Shen Xin: but this is the language we met in

2024.01.20-2024.03.31

  • Location:
    Richmond Art Gallery, Richmond, Canada
  • Artist:

Richmond Art Gallery is proud to present Chinese artist Shen Xin’s haunting debut exhibition in Canada. At its heart is a poetic new work called but this is the language we met in, the first film in a forthcoming series with the overarching title of Grounds of Coherence. With this project accompanied by four small paintings, the artist deepens their ongoing engagement with what they describe as “ways of coming to knowing, and the ecosystems of languages.”

This experimental video’s wide-ranging imagery and multifaceted soundscape is permeated with the artist’s apparent yearning to unearth language in its most primal forms. Shen uses the tree in particular as an embodied example of these “ecosystems of language.” Sensory images of trees in their natural and processed states are interspersed throughout the video: the rough texture of mottled bark, crisscrossing branches, flames leaping from a pile of logs, a shaft of light sliding across a wall’s smooth wood-paneled surface, a shingled rooftop.

For Shen, language is often deeply embodied, at times employing the voice, the gaze, gestures, facial expressions, laughter, sometimes the entire body, as with dance. The video evokes how certain aspects of language persist while others have changed, underscoring the ameliorations and limitations of contemporary communication: a finger clumsily tracing written characters on a computer screen, voices sounding out words in Arabic and Uyghur accompanied by subtitles, the enduring need for translation for comprehension to occur, the collective chanting of voices raised in protest at a demonstration, a conversation between two people who share a common language though not a mother tongue, the telling of stories and the singing of songs.

Language is never a solitary endeavour for Shen Xin. The repeated clarion calls of “everybody protect each other” and “solidarity is strength” signal the artist’s insistence on the ongoing necessity to connect with friends and relations, across nationalities, geographical borders, and political ideologies, through time toward our ancestors—and ultimately, to the ecosystems to which we belong. As Shen writes, “I believe the fact that we are part of the ecosystem comes first…it is the grounds for everything in my embodied experience.”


## INSTRUCTIONS FOR THE TASK
Which lines have the string "Image"? Copy all of them from the entries below.

(Entries from a dataset of interfaces)
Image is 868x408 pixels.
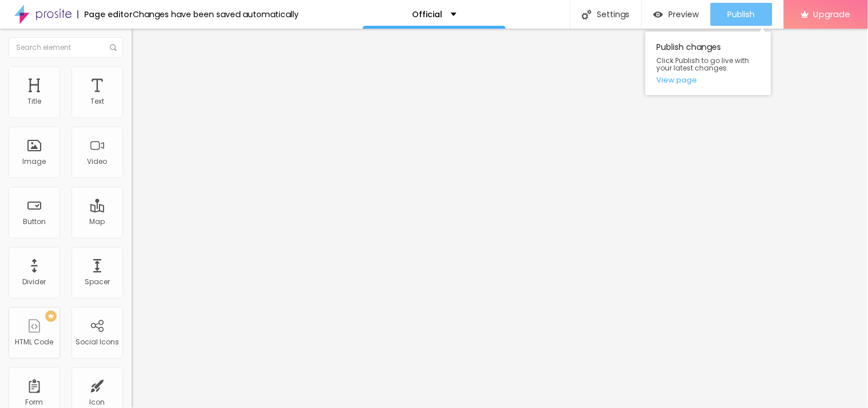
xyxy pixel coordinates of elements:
div: Image [23,158,47,166]
img: Icone [582,9,591,20]
div: Form [26,398,43,406]
div: Title [28,97,41,105]
button: Publish [710,3,772,26]
div: Map [90,217,105,225]
div: Publish changes [646,32,771,95]
div: Icon [90,398,105,406]
img: view-1.svg [653,9,663,20]
div: Spacer [84,278,109,286]
p: Official [412,10,442,18]
span: Upgrade [814,9,851,19]
img: Icone [109,44,116,51]
iframe: Editor [132,28,868,408]
div: HTML Code [16,338,53,346]
input: Search element [9,37,123,58]
div: Social Icons [76,338,119,346]
div: Video [88,158,108,166]
div: Page editor [78,10,133,18]
span: Click Publish to go live with your latest changes. [657,57,759,72]
div: Divider [23,278,47,286]
div: Button [23,217,46,225]
div: Text [91,97,104,105]
div: Changes have been saved automatically [133,10,298,18]
span: Publish [727,9,755,19]
span: Preview [669,9,699,19]
button: Preview [642,3,710,26]
a: View page [657,76,759,84]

## EXERCISE OUTPUT
Image is 868x408 pixels.
div: Image [23,158,47,166]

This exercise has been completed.